I should like to say a word here about the roads in this province, or perhaps the absence of roads. They had been execrable, the worst I had met, aggravated by heavy rains. With all the reforms to which the province of Yuen-nan is endeavoring to direct its energies, it has not yet learned that one of the first assets of any district or country is good roads. But this is true of the whole of the Middle Kingdom. The contracted quarters in which the Chinese live compel them to do most of their work in the street, and, even in a city provided with but the narrowest passages, these slender avenues are perpetually choked by the presence of peripatetic vendors of every kind of article of common sale in China, and by itinerant craftsmen who have no other shop than the street. In the capital city of the province, even, it is a matter of some difficulty to the European to walk down the rough-paved street after a shower of rain, so slippery do the slabs of stone become; and he has to be alive always to the lumbering carts, whose wheels are more solid than circular, pulled by bullocks as in the days long before the dawn of the Christian Era. The wider the Chinese street the more abuses can it be put to, so that travel in the broad streets of the towns is quite as difficult as in the narrow alleys; and as these streets are never repaired, or very rarely, they become worse than no roads at all—that is, in dry weather.
This refers to the paved road, which, no matter what its faults, is certainly passable, and in wet weather is a boon. There is, however, another kind of road—a mud road, and with a vengeance muddy.
An ordinary mud or earth road is usually only wide enough for a couple of coolies to pass, and in this province, as it is often necessary (especially in the Yuen-nan-fu district) for one cart to pass another, the farmer, to prevent trespass on his crops, digs around them deep ditches, resembling those which are dug for the reception of gas mains. In the rainy season the fields are drained into the roads, which at times are constantly under water, and beyond Yuen-nan-fu, on my way to Tali-fu, I often found it easier and more speedy to tramp bang across a rice field, taking no notice of where the road ought to be. By the time the road has sunk a few feet below the level of the adjacent land, it is liable to be absolutely useless as a thoroughfare; it is actually a canal, but can be neither navigated nor crossed. There are some roads removed a little from the main roads which are quite dangerous, and it is not by any means an uncommon thing to hear of men with their loads being washed away by rivers where in the dry season there had been the roads.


_WHAT THE TASK ASKS_
If a line in the listing below includes the string "height", pull it out.

_SUPPLIED MATERIAL_
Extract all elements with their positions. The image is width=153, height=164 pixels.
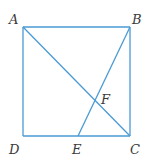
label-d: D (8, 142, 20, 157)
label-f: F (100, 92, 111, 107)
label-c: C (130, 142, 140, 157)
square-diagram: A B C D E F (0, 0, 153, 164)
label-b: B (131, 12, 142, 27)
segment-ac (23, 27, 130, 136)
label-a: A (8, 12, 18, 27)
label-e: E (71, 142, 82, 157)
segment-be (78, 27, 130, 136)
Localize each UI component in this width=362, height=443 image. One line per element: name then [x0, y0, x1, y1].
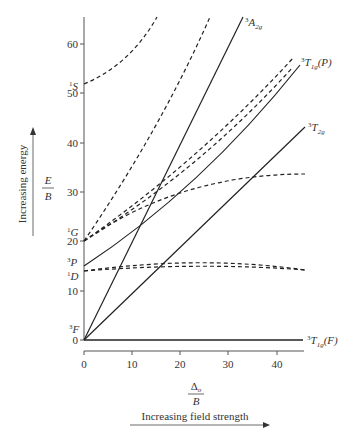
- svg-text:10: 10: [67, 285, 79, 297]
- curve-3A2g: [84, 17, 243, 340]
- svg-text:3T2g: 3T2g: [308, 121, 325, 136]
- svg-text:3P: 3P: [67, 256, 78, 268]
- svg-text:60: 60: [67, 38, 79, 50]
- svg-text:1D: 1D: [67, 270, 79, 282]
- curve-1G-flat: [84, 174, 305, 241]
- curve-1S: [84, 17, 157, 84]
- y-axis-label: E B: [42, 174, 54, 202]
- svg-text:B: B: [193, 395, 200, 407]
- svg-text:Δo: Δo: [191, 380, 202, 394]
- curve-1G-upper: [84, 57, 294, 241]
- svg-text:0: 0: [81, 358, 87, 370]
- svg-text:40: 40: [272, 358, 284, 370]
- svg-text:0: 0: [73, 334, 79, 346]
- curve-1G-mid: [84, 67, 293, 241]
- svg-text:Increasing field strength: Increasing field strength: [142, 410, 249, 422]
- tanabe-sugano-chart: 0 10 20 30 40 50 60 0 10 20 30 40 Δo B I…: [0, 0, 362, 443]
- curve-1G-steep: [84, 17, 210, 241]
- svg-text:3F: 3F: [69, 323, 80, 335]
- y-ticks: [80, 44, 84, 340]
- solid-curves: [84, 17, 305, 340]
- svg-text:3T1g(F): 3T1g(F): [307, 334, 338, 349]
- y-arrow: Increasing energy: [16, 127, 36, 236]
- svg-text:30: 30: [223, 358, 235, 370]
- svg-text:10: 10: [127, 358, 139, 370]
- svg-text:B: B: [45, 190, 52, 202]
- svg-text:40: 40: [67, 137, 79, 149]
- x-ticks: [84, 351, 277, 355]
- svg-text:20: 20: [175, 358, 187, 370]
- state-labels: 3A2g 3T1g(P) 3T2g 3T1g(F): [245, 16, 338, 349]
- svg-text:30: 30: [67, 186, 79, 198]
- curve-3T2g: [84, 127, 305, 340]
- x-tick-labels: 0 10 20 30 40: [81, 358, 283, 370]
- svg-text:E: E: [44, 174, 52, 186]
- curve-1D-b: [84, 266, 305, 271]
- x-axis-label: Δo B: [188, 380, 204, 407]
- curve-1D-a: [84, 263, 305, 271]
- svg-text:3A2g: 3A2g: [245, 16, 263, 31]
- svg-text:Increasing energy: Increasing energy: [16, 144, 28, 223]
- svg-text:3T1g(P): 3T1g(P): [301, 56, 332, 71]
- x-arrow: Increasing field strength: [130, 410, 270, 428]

_EXPECTED OUTPUT_
Extract all elements with their positions. The image is width=153, height=164 pixels.
Localize each UI component in this width=362, height=443 image. One line per element: name then [x0, y0, x1, y1].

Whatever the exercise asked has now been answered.